15 July 2022

Sustaining and Growing the U.S. Semiconductor Advantage: A Primer

Owen Daniels, Will Hunt

Introduction

The United States and several allies and partners presently enjoy an advantage over China in collectively producing the advanced semiconductors necessary for artificial intelligence (AI) and other leading-edge computing technologies. This advantage stems from their tight control over many parts of the semiconductor supply chain, including over design and advanced inputs to production like the semiconductor manufacturing equipment (SME) necessary for advanced chips, and it has promoted comparatively safe and ethical technology development. Yet the complexities of the global semiconductor industry do not guarantee a future edge for the United States and other democratic chipmaking leaders amid strategic competition with China.

Despite its advantages in research, equipment, design software, and intellectual property (IP), the United States lacks onshore semiconductor fabrication facilities (fabs) that covert these and other inputs into leading-edge chips. This reality could undermine the country’s chip access and its leading role in advanced semiconductor supply chains. The United States overwhelmingly depends on Taiwanese and South Korean manufacturers for leading-edge logic chip imports, exposing its access to geopolitical risk. Meanwhile, China hopes to lessen its long-term dependence on foreign advanced chips by supporting its domestic manufacturers like SMIC and YMTC and, increasingly, by investing across other parts of the semiconductor supply chain. With unfettered access to advanced chips, China could pursue leading-edge computing capabilities in AI and other areas that threaten the interests, values, and security of the United States and its allies.

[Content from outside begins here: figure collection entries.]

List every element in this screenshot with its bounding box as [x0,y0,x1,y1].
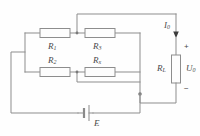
resistor-r1-body [40,29,70,38]
resistor-r3-label: R3 [93,42,102,51]
i0-subscript: 0 [167,24,170,30]
polarity-plus-sign: + [184,43,189,51]
junction-dot-bottom-middle [76,71,79,74]
battery-e-label: E [94,119,100,128]
r2-subscript: 2 [54,59,57,65]
rx-subscript: x [99,59,102,65]
current-i0-label: I0 [164,21,170,30]
wire-battery-to-junction [93,94,140,113]
resistor-rx-label: Rx [93,56,101,65]
circuit-schematic-svg [0,0,200,136]
load-resistor-rl-body [172,55,181,83]
r3-subscript: 3 [99,45,102,51]
wire-left-to-battery [11,52,78,113]
wire-load-return [140,83,176,103]
circuit-diagram: R1 R3 R2 Rx RL U0 I0 + − E [0,0,200,136]
resistor-r2-body [40,68,70,77]
resistor-rx-body [85,68,115,77]
load-resistor-rl-label: RL [157,64,166,73]
voltage-u0-label: U0 [186,64,196,73]
resistor-r3-body [85,29,115,38]
r1-subscript: 1 [54,45,57,51]
rl-subscript: L [163,67,166,73]
current-arrow-i0 [173,32,179,39]
polarity-minus-sign: − [184,85,189,93]
resistor-r2-label: R2 [48,56,57,65]
junction-dot-top-middle [76,32,79,35]
u0-subscript: 0 [193,67,196,73]
resistor-r1-label: R1 [48,42,57,51]
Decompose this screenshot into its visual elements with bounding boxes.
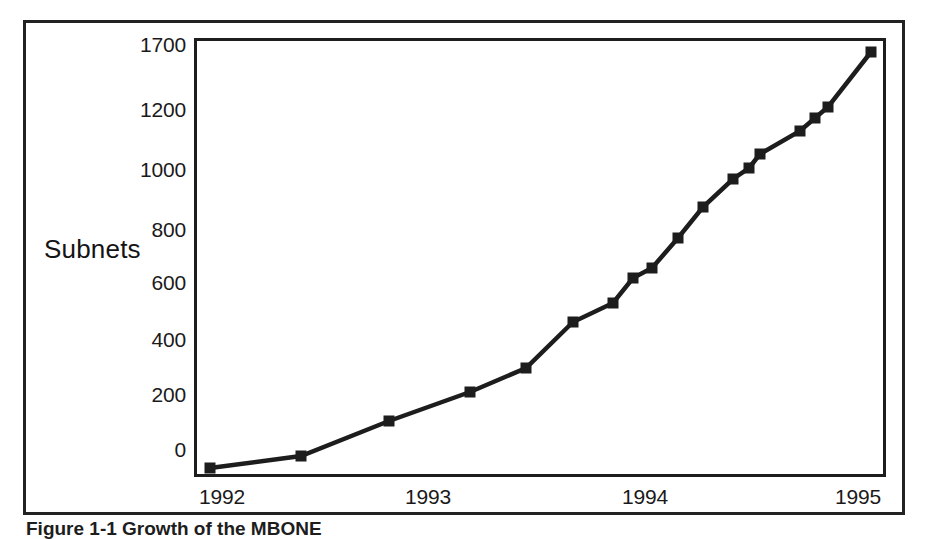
- figure-caption: Figure 1-1 Growth of the MBONE: [26, 519, 322, 539]
- x-tick-label: 1992: [199, 486, 245, 507]
- x-tick-label: 1994: [622, 486, 668, 507]
- x-tick-label: 1995: [835, 486, 881, 507]
- x-tick-label: 1993: [405, 486, 451, 507]
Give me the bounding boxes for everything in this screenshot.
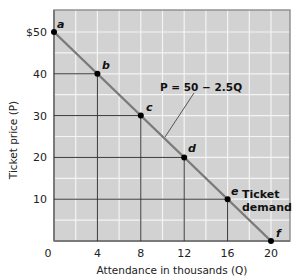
point-label-b: b [102, 59, 110, 72]
x-tick-8: 8 [137, 247, 144, 260]
demand-chart: a b c d e f P = 50 − 2.5Q Ticket demand … [0, 0, 303, 280]
x-axis-title: Attendance in thousands (Q) [97, 264, 248, 276]
point-label-d: d [188, 142, 196, 155]
y-axis-title: Ticket price (P) [7, 101, 19, 180]
y-tick-20: 20 [33, 151, 47, 164]
point-label-a: a [57, 18, 64, 31]
point-label-e: e [231, 185, 239, 198]
point-e [225, 196, 231, 202]
curve-label-demand: demand [242, 201, 292, 214]
y-tick-40: 40 [33, 68, 47, 81]
point-d [181, 154, 187, 160]
x-tick-16: 16 [221, 247, 235, 260]
curve-label-ticket: Ticket [242, 188, 280, 201]
point-f [268, 238, 274, 244]
demand-equation: P = 50 − 2.5Q [160, 81, 242, 93]
x-tick-12: 12 [177, 247, 191, 260]
y-tick-30: 30 [33, 110, 47, 123]
x-tick-4: 4 [94, 247, 101, 260]
origin-label: 0 [45, 247, 52, 260]
point-b [94, 71, 100, 77]
x-tick-20: 20 [264, 247, 278, 260]
y-tick-10: 10 [33, 193, 47, 206]
y-tick-50: $50 [26, 26, 47, 39]
point-c [138, 113, 144, 119]
point-label-c: c [146, 101, 153, 114]
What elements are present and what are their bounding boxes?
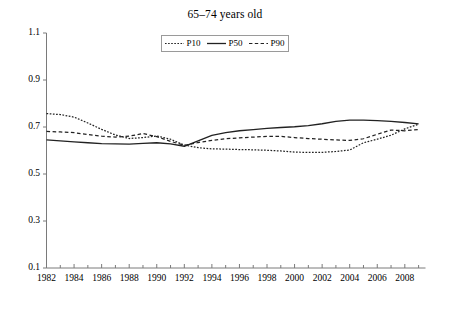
series-line-p50 [47, 120, 419, 146]
y-tick-label: 0.1 [13, 262, 40, 272]
x-tick-label: 2008 [389, 273, 421, 283]
plot-area [0, 0, 450, 309]
y-tick-label: 0.5 [13, 168, 40, 178]
y-tick-label: 1.1 [13, 27, 40, 37]
y-tick-label: 0.9 [13, 74, 40, 84]
y-tick-label: 0.3 [13, 215, 40, 225]
chart-figure: 65–74 years old P10 P50 P90 1.10.90.70.5… [0, 0, 450, 309]
data-series [47, 114, 419, 153]
axes [43, 33, 426, 268]
series-line-p10 [47, 114, 419, 153]
y-tick-label: 0.7 [13, 121, 40, 131]
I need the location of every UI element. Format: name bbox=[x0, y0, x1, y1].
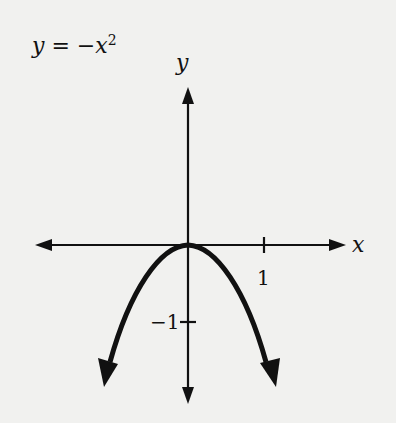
curve-left-arrow-icon bbox=[98, 358, 118, 387]
curve-right-arrow-icon bbox=[260, 358, 280, 387]
y-axis-up-arrow-icon bbox=[182, 87, 194, 104]
y-axis-down-arrow-icon bbox=[182, 387, 194, 404]
graph bbox=[0, 0, 396, 423]
x-axis-left-arrow-icon bbox=[35, 239, 52, 251]
x-axis-right-arrow-icon bbox=[329, 239, 346, 251]
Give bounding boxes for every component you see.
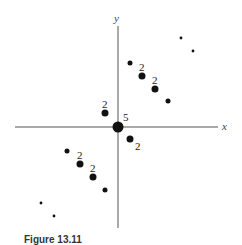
- y-axis-label: y: [113, 12, 119, 24]
- data-point: [102, 110, 109, 117]
- data-point: [139, 73, 146, 80]
- data-point-small: [192, 50, 195, 53]
- data-point: [166, 99, 171, 104]
- count-label: 2: [152, 74, 158, 86]
- count-label: 2: [102, 98, 108, 110]
- count-label: 2: [135, 140, 141, 152]
- data-point: [65, 149, 70, 154]
- x-axis-label: x: [221, 120, 227, 132]
- data-point: [127, 136, 134, 143]
- data-point: [103, 188, 108, 193]
- figure-caption: Figure 13.11: [24, 234, 82, 245]
- origin-count-label: 5: [123, 111, 129, 123]
- data-point-small: [40, 202, 43, 205]
- origin-point: [113, 122, 124, 133]
- data-point: [128, 61, 133, 66]
- data-point-small: [180, 37, 183, 40]
- count-label: 2: [139, 61, 145, 73]
- data-point: [77, 161, 84, 168]
- data-point-small: [53, 215, 56, 218]
- count-label: 2: [90, 162, 96, 174]
- data-point: [90, 174, 97, 181]
- data-point: [152, 86, 159, 93]
- count-label: 2: [77, 149, 83, 161]
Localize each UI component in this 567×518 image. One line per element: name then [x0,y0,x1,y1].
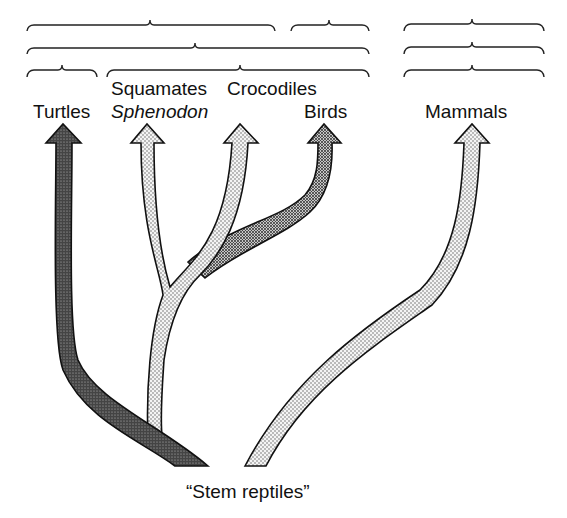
bracket-diapsid-group [107,65,369,77]
label-mammals: Mammals [425,102,507,121]
mammals-lineage [245,124,489,466]
bracket-turtles [27,65,97,77]
label-sphenodon: Sphenodon [111,102,208,121]
bracket-mammals-2 [404,42,544,54]
bracket-diapsids [27,20,275,31]
bracket-mammals-3 [404,65,544,77]
bracket-archosaurs [291,20,369,31]
label-stem-reptiles: “Stem reptiles” [186,482,310,501]
clade-brackets [27,19,544,77]
bracket-reptiles [27,43,369,54]
label-turtles: Turtles [33,102,90,121]
label-squamates: Squamates [111,79,207,98]
label-birds: Birds [304,102,347,121]
bracket-mammals-1 [404,19,544,31]
label-crocodiles: Crocodiles [227,79,317,98]
squamates-crocodiles-lineage [131,124,258,440]
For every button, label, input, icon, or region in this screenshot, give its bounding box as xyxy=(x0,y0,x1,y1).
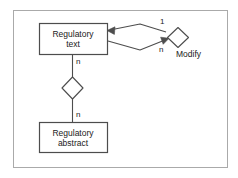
cardinality-vertical-bottom: n xyxy=(76,110,80,119)
diagram-canvas: Regulatory text Regulatory abstract Modi… xyxy=(0,0,238,178)
er-diagram-graphic xyxy=(0,0,238,178)
entity-box-regulatory-abstract xyxy=(40,123,108,153)
cardinality-modify-many: n xyxy=(159,45,163,54)
cardinality-vertical-top: n xyxy=(76,57,80,66)
cardinality-modify-one: 1 xyxy=(160,17,164,26)
entity-box-regulatory-text xyxy=(40,24,108,55)
relationship-label-modify: Modify xyxy=(176,49,201,59)
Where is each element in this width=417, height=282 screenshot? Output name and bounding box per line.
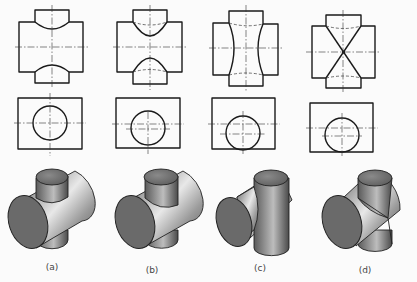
top-view-b — [112, 98, 184, 154]
isometric-view-d — [316, 170, 400, 254]
panel-label-b: (b) — [146, 265, 159, 275]
panel-label-a: (a) — [46, 262, 59, 272]
front-view-d — [306, 10, 380, 94]
isometric-view-a — [2, 169, 96, 254]
isometric-view-b — [109, 169, 204, 254]
front-view-c — [209, 5, 283, 92]
cylinder-intersection-diagram — [0, 0, 417, 282]
panel-label-c: (c) — [254, 263, 266, 273]
top-view-a — [14, 93, 86, 156]
isometric-view-c — [210, 170, 292, 256]
panel-label-d: (d) — [359, 265, 372, 275]
front-view-a — [15, 5, 88, 88]
top-view-d — [306, 103, 378, 156]
front-view-b — [113, 5, 186, 90]
top-view-c — [208, 98, 280, 154]
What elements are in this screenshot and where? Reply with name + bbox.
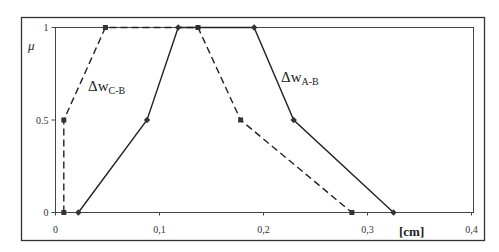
data-point-square (238, 118, 243, 123)
data-point-diamond (251, 24, 257, 30)
x-tick-label: 0,4 (465, 224, 478, 235)
y-tick-label: 0.5 (36, 115, 49, 126)
series-line-1 (78, 28, 393, 213)
series-label-a-b-main: Δw (281, 69, 302, 85)
series-line-0 (64, 28, 352, 213)
series-label-c-b: ΔwC-B (88, 78, 125, 96)
y-tick-label: 0 (44, 207, 49, 218)
x-tick-label: 0 (53, 224, 58, 235)
series-label-c-b-main: Δw (88, 78, 109, 94)
data-point-diamond (175, 24, 181, 30)
y-tick-label: 1 (44, 22, 49, 33)
x-axis-title: [cm] (399, 224, 424, 239)
x-tick-label: 0,3 (361, 224, 374, 235)
x-tick-label: 0,2 (257, 224, 270, 235)
x-tick-label: 0,1 (153, 224, 166, 235)
data-point-square (61, 210, 66, 215)
series-layer (61, 24, 396, 215)
series-label-c-b-sub: C-B (108, 85, 125, 96)
outer-frame (22, 18, 485, 241)
axes: 00,10,20,30,400.51 (36, 22, 478, 235)
fuzzy-membership-chart: 00,10,20,30,400.51 μ [cm] ΔwC-B ΔwA-B (0, 0, 499, 252)
data-point-square (349, 210, 354, 215)
plot-area (56, 28, 474, 213)
data-point-square (61, 118, 66, 123)
series-label-a-b-sub: A-B (301, 76, 319, 87)
series-label-a-b: ΔwA-B (281, 69, 319, 87)
y-axis-title: μ (27, 38, 35, 53)
data-point-square (103, 25, 108, 30)
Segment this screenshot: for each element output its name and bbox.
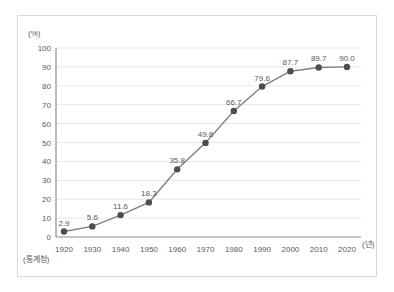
chart-panel: 0102030405060708090100192019301940195019… — [17, 15, 377, 277]
data-point — [117, 212, 123, 218]
data-point-label: 90.0 — [339, 54, 355, 63]
data-point-label: 35.8 — [169, 156, 185, 165]
series-line — [64, 67, 347, 232]
data-point-label: 87.7 — [283, 58, 299, 67]
data-point — [287, 68, 293, 74]
data-point — [202, 140, 208, 146]
x-tick-label: 2020 — [338, 245, 356, 254]
y-tick-label: 50 — [42, 139, 51, 148]
y-tick-label: 40 — [42, 157, 51, 166]
x-tick-label: 1930 — [83, 245, 101, 254]
x-tick-label: 1950 — [140, 245, 158, 254]
x-tick-label: 1960 — [168, 245, 186, 254]
data-point-label: 89.7 — [311, 54, 327, 63]
data-point — [89, 223, 95, 229]
x-tick-label: 1920 — [55, 245, 73, 254]
y-axis-unit-label: (%) — [28, 29, 40, 38]
x-tick-label: 1980 — [225, 245, 243, 254]
data-point-label: 11.6 — [113, 202, 129, 211]
data-point-label: 2.9 — [58, 219, 70, 228]
source-label: (통계청) — [23, 253, 49, 264]
data-point-label: 49.8 — [198, 130, 214, 139]
x-tick-label: 1940 — [112, 245, 130, 254]
figure-canvas: 0102030405060708090100192019301940195019… — [0, 0, 394, 292]
x-tick-label: 2000 — [282, 245, 300, 254]
y-tick-label: 80 — [42, 82, 51, 91]
y-tick-label: 70 — [42, 101, 51, 110]
data-point — [61, 228, 67, 234]
y-tick-label: 90 — [42, 63, 51, 72]
y-tick-label: 0 — [47, 233, 52, 242]
data-point-label: 18.3 — [141, 189, 157, 198]
data-point — [316, 64, 322, 70]
x-tick-label: 1970 — [197, 245, 215, 254]
data-point-label: 66.7 — [226, 98, 242, 107]
data-point — [259, 83, 265, 89]
y-tick-label: 30 — [42, 176, 51, 185]
y-tick-label: 10 — [42, 214, 51, 223]
data-point — [174, 166, 180, 172]
data-point — [146, 199, 152, 205]
line-chart: 0102030405060708090100192019301940195019… — [18, 16, 378, 278]
data-point — [231, 108, 237, 114]
y-tick-label: 60 — [42, 120, 51, 129]
y-tick-label: 20 — [42, 195, 51, 204]
x-tick-label: 1990 — [253, 245, 271, 254]
data-point-label: 5.6 — [87, 213, 99, 222]
x-axis-unit-label: (년) — [362, 238, 374, 249]
data-point-label: 79.6 — [254, 74, 270, 83]
x-tick-label: 2010 — [310, 245, 328, 254]
data-point — [344, 64, 350, 70]
y-tick-label: 100 — [38, 44, 52, 53]
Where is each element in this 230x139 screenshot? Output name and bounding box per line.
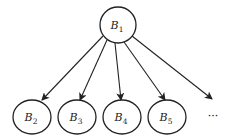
node-b1: B1: [100, 7, 136, 43]
node-b4: B4: [103, 100, 141, 134]
edges-group: [42, 36, 212, 100]
nodes-group: B1B2B3B4B5: [13, 7, 186, 134]
tree-diagram: B1B2B3B4B5 ···: [0, 0, 230, 139]
node-b5: B5: [148, 100, 186, 134]
edge-b1-to-b5: [124, 42, 165, 100]
edge-b1-to-b4: [115, 43, 121, 100]
more-children-ellipsis: ···: [208, 110, 219, 123]
edge-b1-to-b3: [80, 40, 107, 100]
node-b2: B2: [13, 100, 51, 134]
node-b3: B3: [58, 100, 96, 134]
edge-b1-to-ellipsis: [132, 36, 212, 99]
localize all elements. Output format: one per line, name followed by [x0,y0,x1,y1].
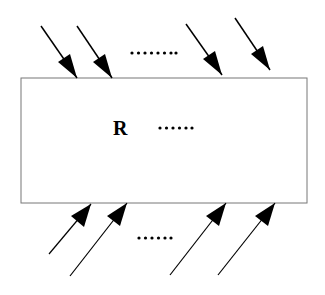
bottom-ellipsis-dots [137,236,172,239]
region-label: R [113,117,127,140]
region-rectangle [21,78,307,203]
bottom-arrows [49,203,275,276]
diagram-svg [0,0,325,295]
region-ellipsis-dots [158,126,193,129]
top-ellipsis-dots [130,51,177,54]
diagram-canvas: R [0,0,325,295]
top-arrows [41,18,270,78]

The United States should therefore work toward two primary objectives when it comes to sustaining and growing its semiconductor advantages over China. First, protecting the U.S. SME advantage entails preventing China from producing leading-edge chips. The United States will need to work with its allies and partners to protect SME supply chains from Chinese access and promote their development on friendly shores, safeguarding U.S. economic and military advantages using tools such as export controls and end-use monitoring. Navigating competitive economic dynamics among governments and multinational private sector firms while working toward shared goals may prove challenging, but will be critically important.

Second, the United States needs to limit potential risks to its own semiconductor supply by reshoring chipmaking capacity. It can achieve this goal by prioritizing and allocating incentives to domestic and allied firms through vehicles like CHIPS for America Act funding that, coupled with regulatory reforms that ease burdens on firms, would decrease the attractiveness of offshoring chip manufacturing. This brief discusses incentive prioritization in terms of leading-edge logic, leading-edge memory, and legacy logic chips. At the same time, exploring legislation to secure access to skilled foreign labor while investing in domestic education and retraining can help build the future U.S. semiconductor workforce. Holistically approaching the protection and reshoring goals could bolster U.S. control over both the IP behind SME and advanced chips and the physical fabs that produce them.